Artificial intelligence is rapidly becoming a fixture in the lives of children and teens, from chatbots and study tools to AI companions. As we move into the school year, it’s crucial to understand how these technologies affect the developmental health of youth, both their potential benefits and the risks that demand watchful care.
AI Tools Can Support the Developmental Health of Youth Through Personalized Learning
AI-powered platforms can offer tailored educational experiences, helping students learn at their own pace and style. Harvard researchers note that AI can support vocabulary, comprehension, and engagement, provided the tools are designed with sound learning principles in mind (Anderson, 2024). Similarly, the American Academy of Pediatrics highlights how AI can enrich learning for children of varying needs and abilities (Munzer, 2024).
Enhancing Social and Emotional Skills, Especially for Neurodiverse Youth
Robotic companions and AI-driven applications have demonstrated promise in teaching emotional regulation, empathy, and social communication, especially for neurodivergent children.

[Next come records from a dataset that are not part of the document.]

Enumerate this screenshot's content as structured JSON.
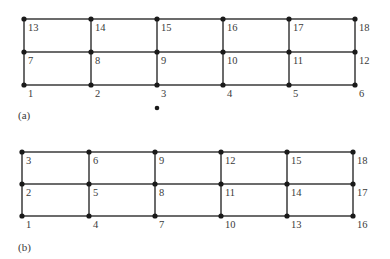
{
  "figure": {
    "panels": [
      {
        "id": "a",
        "caption": "(a)",
        "columns_x": [
          24,
          91,
          157,
          223,
          289,
          355
        ],
        "rows_y": [
          85,
          52,
          19
        ],
        "node_numbers": [
          [
            "1",
            "2",
            "3",
            "4",
            "5",
            "6"
          ],
          [
            "7",
            "8",
            "9",
            "10",
            "11",
            "12"
          ],
          [
            "13",
            "14",
            "15",
            "16",
            "17",
            "18"
          ]
        ],
        "numbering": "row-wise (along length)",
        "caption_pos": [
          18,
          119
        ]
      },
      {
        "id": "b",
        "caption": "(b)",
        "columns_x": [
          22,
          89,
          155,
          221,
          287,
          353
        ],
        "rows_y": [
          216,
          184,
          152
        ],
        "node_numbers": [
          [
            "1",
            "4",
            "7",
            "10",
            "13",
            "16"
          ],
          [
            "2",
            "5",
            "8",
            "11",
            "14",
            "17"
          ],
          [
            "3",
            "6",
            "9",
            "12",
            "15",
            "18"
          ]
        ],
        "numbering": "column-wise (along width)",
        "caption_pos": [
          18,
          251
        ]
      }
    ],
    "stray_dot": [
      157,
      108
    ],
    "colors": {
      "line": "#3a3a3a",
      "node": "#1a1a1a",
      "text": "#3a3a3a"
    }
  }
}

Tools like Moxie, Pepper, and NAO have helped students practice eye contact, emotional recognition, and social turns in safe settings (Baynes, 2024).
This can positively impact the developmental health of youth by supplementing (not replacing) human interaction.

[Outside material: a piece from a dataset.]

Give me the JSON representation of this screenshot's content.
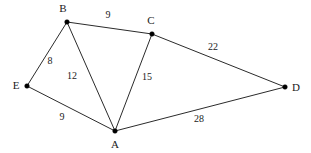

Risks to the Developmental Health of Youth: Emotional, Social, and Cognitive Concerns
While AI can support development, growing use of AI companions raises concerns. A Common Sense Media report finds that 72% of teens have used AI companions, with a third forming emotional attachments- heightening concerns about social development and decision-making (Gecker, 2025).
In India, experts warn that overreliance on AI may blunt creativity, reduce critical thinking, and impact attention spans and memory: All vital components of the developmental health of youth (Murthy, 2025).

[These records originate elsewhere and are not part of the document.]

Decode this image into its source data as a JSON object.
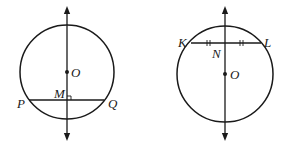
{
  "figures": [
    {
      "id": "left",
      "description": "Circle with center O; line through O perpendicular to chord PQ at M",
      "labels": {
        "center": "O",
        "foot": "M",
        "chord_left": "P",
        "chord_right": "Q"
      },
      "marks": [
        "right-angle at M"
      ]
    },
    {
      "id": "right",
      "description": "Circle with center O; line through O bisects chord KL at N",
      "labels": {
        "center": "O",
        "midpoint": "N",
        "chord_left": "K",
        "chord_right": "L"
      },
      "marks": [
        "double tick on KN",
        "double tick on NL"
      ]
    }
  ],
  "colors": {
    "stroke": "#1a1a1a",
    "background": "#ffffff"
  }
}
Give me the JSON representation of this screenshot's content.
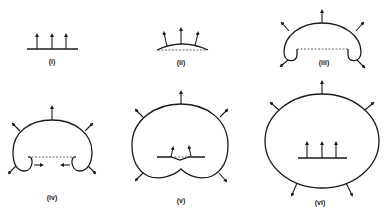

Additionally, pediatricians caution that reliance on AI for mental health support, especially unlicensed chatbots, can be misleading or even harmful. Regulators like the FTC are investigating such services for their effects on children’s mental health (The Times, 2025).
Learn how Skyhawks culture counters the risk with human connection, the development of life skills, and teaching kids life-long values here.
Misinformation, Deepfakes, and Ethical Challenges
AI’s capacity to generate deepfake content poses risks to mental wellbeing. A study warns that exposure to fabricated images or misinformation could harm youth’s self-image or trust in what they see online (Liberatore,2025).
Meanwhile, broader research highlights how AI’s personalization and data practices may exploit adolescent emotional sensitivities. This is raising ethical concerns around privacy, identity formation, and attention-seeking behavior (The Jed Foundation, 2025).
Building Healthy AI Habits to Protect the Developmental Health of Youth
Given the double-edged nature of AI, the focus must shift to guidance and safeguards. Experts urge:
- Encouraging critical thinking about AI outputs, cultivating “AI literacy” among youth (Anderson, 2024)
- Limiting reliance on AI for emotional support and ensuring real human interaction remains central.
- Regulatory and developer accountability: The FTC investigation into AI firms reflects growing demand for safe, youth-centered design (Glazer & Ramkumar, 2025).
AI presents exciting opportunities to enhance learning, social skills, and inclusivity offering real benefit to the developmental health of youth when applied thoughtfully. But the potential risks, emotional dependency, reduced creativity, mental health vulnerabilities, demand proactive support, literacy, and oversight. As we advance this fall, let’s champion AI that supports growth, not replaces it.